Avraham was old, well on in years. Hashem had blessed Avraham with everything.[1]

Hashem had bestowed all the berachah upon him long before. He led a blessed life for many, many years. Why stress this blessing here, only in his old age?

An answer may be that most of what we regard as the blessings of life cease to have any meaning during old age. People work for decades to accumulate wealth, or to attain honor and glory. Yet, when they are finally ready to enjoy them, those accomplishments no longer have any meaning to them. They lose interest in many of the things that brought them joy when they were younger, or lose the physical strength and ability to participate in them. Fortune and honor no longer bring them the same pleasure that they did in earlier decades.
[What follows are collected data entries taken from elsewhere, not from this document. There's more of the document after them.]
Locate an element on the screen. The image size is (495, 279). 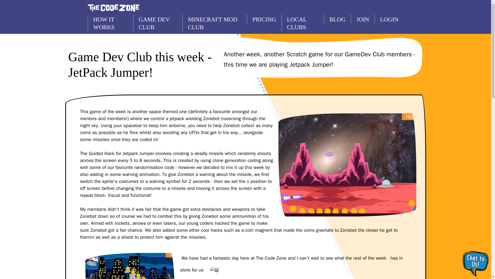
PRICING is located at coordinates (264, 19).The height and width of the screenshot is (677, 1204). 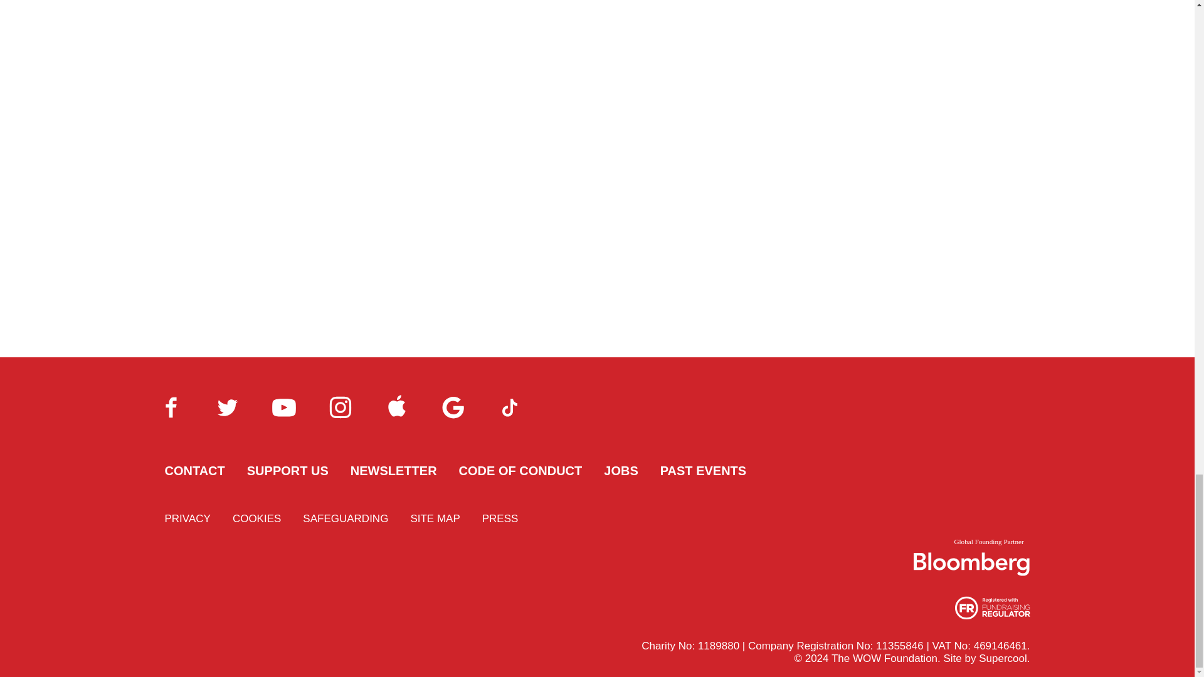 I want to click on Instagram, so click(x=340, y=407).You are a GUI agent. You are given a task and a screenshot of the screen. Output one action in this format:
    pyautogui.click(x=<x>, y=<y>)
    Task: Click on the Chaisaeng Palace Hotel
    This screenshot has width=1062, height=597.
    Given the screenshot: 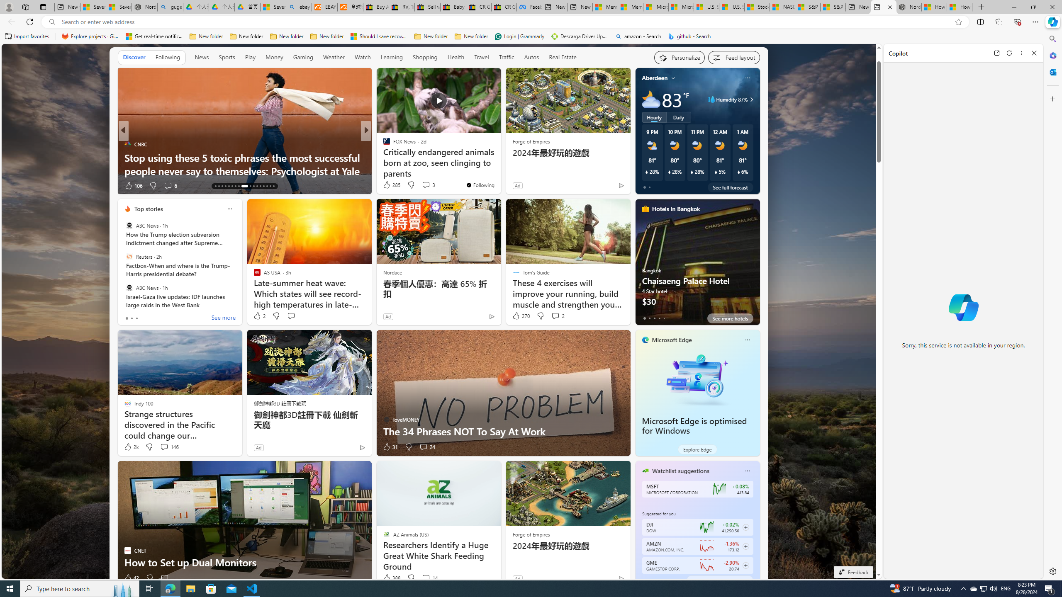 What is the action you would take?
    pyautogui.click(x=697, y=265)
People who love doing for others, however, are clearly different. Their joy comes from being able to help others – to provide them with what they are lacking, and to put a smile on their faces. People who orient themselves around chesed find money and power to be blessed because they continue to use them to enrich the lives of others.

The “golden years” are very different for them. They continue to find delight in helping others regardless of their age. While others their age can only look back, they are still looking forward – and enjoying every day along the way. This is what our pasuk means: Even when Avraham the consummate baal chesed grew old, the blessings he received when younger remained in full force.

Shlomo HaMelech said, “Remember your Creator in the days of your youth, before the evil days do not yet come – before the years arrive about which you say, ‘I have no desire for them.’”[2] We get the message, but the construction seems awkward. Shouldn’t he have said “before the evil days do come?” The point Shlomo makes is that the young should be focused on their Creator, and use the blessings of youth to multiply good. That way, their later lives will be different from those of others their age. When they get to the years that objectively are “evil” as their strengths wane, they will not be experience them as such. They will look back at their earlier years with satisfaction, rather than regret. So long as they have any strength, they will be able to continue the activities that gave them pleasure when younger. About them, one can say that “the evil days do not yet come,” because to them, the full evil of them never arrives.

A medrash[3] on our pasuk links “well on in years” to the “the evil days do not yet come” of Koheles. We now can understand why. It tells us that old age as it is usually experienced didn’t happen for Avraham. Because of his life-long devotion to helping others, he never felt the usual evil of those final years. They remained a blessing for him, rich in memory, and rich in continued happiness.